Book Review: Letters to Dr. Wiggy
Retired Pace professor Dr. Ellen Mandel’s first book Letters to Dr. Wiggy is a look into her effort to help her close friend and Pace colleague Dr. Susan Maxam during her chemotherapy.
The book, however, isn’t so much a typical book as it is a collection of emails sent from Mandel to Maxam. And that’s exactly what Letters to Dr. Wiggy is: a collection of emails.
There is no clear narrative and is more like a book of short stories that may be funny to those that read it solely for reading it. And that’s how it exists without the preface that is nodded to in the acknowledgments and foreword but not embellished in the book.
With the context, however, the book represents more than just a collection of emails between two friends. It captures that everyday theme of friendship and inspiration that can be seen throughout most people’s lives.
Maxam, or Dr. Wiggy, had to undergo surgery—a double mastectomy—two weeks after being diagnosed with stage two breast cancer and underwent a six-month long chemotherapy in 2012. Mandel decided to help her friend of nearly a decade and a half by sending funny everyday stories to her.
Virtually every day for six months Mandel emailed Maxam about her funny everyday happenings regarding her family and two grandchildren whom she spoils plentifully, how she was rushing to work one morning and applied mascara instead of lipstick to her lips while driving, or how she was crying at funeral under the pretense that it was her neighbor’s father but was actually a funeral for someone she hadn’t known at all.
Mandel, or Dr. Piggy as she refers to herself in the emails, also opens up a little about many of her personal insecurities such as her weight, an anxiety whenever she travels, and ultimately the beginning of her own battle with leukemia.
The book’s broken down into nine chapters and each chapter sets the theme of the emails included such as pets, travel, children and grandchildren, and holidays. Mandel proceeded to include select emails that applied to the theme.
All the emails are not present in the book (considering they span six months), however, and it’s only comprised of emails Mandel wrote and not Maxam’s responses, which seemed like there was a piece missing from the certain stories.
Stories such as how Mandel discovered that she was diagnosed with CML (chronic myeloid leukemia) would have been more impactful and sincere if Maxam’s reactions were present and the conversation was captured.
Letters to Dr. Wiggy is definitely worth the read if you’re a Pace student who knows Mandel or needs some inspiration and a laugh at everyday things that happen to everyone. But the lack of context regarding what the emails really mean can obscure the book to outsiders.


Your objective: Looking at the data that follows, count the lines containing the word "Extrapolated" and write down only that count.

Material to process:
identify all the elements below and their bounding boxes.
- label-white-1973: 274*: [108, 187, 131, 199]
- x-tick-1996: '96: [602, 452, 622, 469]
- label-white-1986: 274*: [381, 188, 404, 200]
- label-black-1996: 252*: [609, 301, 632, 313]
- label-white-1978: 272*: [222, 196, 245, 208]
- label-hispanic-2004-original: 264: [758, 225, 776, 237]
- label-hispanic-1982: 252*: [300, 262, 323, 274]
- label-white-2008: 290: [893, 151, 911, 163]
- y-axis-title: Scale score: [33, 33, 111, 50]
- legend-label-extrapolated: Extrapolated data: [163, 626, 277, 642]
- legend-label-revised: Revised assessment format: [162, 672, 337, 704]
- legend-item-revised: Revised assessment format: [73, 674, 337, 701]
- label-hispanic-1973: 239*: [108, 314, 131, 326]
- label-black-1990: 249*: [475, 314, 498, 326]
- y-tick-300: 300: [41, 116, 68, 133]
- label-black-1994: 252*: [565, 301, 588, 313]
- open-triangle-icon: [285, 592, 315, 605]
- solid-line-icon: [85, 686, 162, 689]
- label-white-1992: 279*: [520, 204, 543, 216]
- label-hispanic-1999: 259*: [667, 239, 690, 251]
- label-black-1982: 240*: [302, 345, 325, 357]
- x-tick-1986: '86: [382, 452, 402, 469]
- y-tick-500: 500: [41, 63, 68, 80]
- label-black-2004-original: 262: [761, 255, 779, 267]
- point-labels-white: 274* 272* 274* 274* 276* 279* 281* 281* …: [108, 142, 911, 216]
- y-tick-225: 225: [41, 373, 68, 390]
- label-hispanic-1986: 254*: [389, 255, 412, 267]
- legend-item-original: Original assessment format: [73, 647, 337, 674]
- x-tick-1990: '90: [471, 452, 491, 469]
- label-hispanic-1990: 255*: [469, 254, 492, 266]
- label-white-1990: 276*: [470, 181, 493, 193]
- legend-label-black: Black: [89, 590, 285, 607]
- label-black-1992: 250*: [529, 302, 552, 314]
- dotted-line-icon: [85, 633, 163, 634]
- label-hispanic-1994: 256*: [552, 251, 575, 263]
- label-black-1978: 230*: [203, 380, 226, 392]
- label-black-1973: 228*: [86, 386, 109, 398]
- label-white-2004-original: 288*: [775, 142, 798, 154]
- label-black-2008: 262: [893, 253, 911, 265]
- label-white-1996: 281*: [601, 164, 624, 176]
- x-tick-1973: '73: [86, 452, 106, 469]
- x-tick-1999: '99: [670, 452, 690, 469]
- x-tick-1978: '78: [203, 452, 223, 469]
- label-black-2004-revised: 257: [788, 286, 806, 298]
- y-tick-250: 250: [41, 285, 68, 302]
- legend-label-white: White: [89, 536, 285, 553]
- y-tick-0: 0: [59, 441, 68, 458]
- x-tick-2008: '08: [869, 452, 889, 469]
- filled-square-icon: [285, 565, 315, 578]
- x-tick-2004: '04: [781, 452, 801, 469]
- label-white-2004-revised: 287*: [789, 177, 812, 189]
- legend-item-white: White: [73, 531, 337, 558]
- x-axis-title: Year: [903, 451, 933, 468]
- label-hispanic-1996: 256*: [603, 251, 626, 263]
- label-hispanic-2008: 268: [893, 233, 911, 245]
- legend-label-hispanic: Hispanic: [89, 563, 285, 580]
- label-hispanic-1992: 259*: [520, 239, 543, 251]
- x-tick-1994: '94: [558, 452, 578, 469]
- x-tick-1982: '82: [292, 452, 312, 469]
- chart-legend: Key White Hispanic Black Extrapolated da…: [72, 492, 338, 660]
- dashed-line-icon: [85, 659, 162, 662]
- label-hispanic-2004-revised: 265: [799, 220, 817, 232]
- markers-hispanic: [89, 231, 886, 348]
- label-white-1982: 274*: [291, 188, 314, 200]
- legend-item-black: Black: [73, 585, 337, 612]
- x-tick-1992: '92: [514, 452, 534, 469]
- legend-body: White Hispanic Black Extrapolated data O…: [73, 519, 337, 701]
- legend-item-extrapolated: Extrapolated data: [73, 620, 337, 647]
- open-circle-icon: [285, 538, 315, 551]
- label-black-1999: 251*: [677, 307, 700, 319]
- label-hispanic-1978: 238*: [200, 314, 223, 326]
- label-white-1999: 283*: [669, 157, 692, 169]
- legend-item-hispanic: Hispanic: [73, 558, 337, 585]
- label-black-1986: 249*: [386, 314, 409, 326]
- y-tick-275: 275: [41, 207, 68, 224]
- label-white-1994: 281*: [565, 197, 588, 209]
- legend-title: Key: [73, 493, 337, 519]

Result of this exercise: 4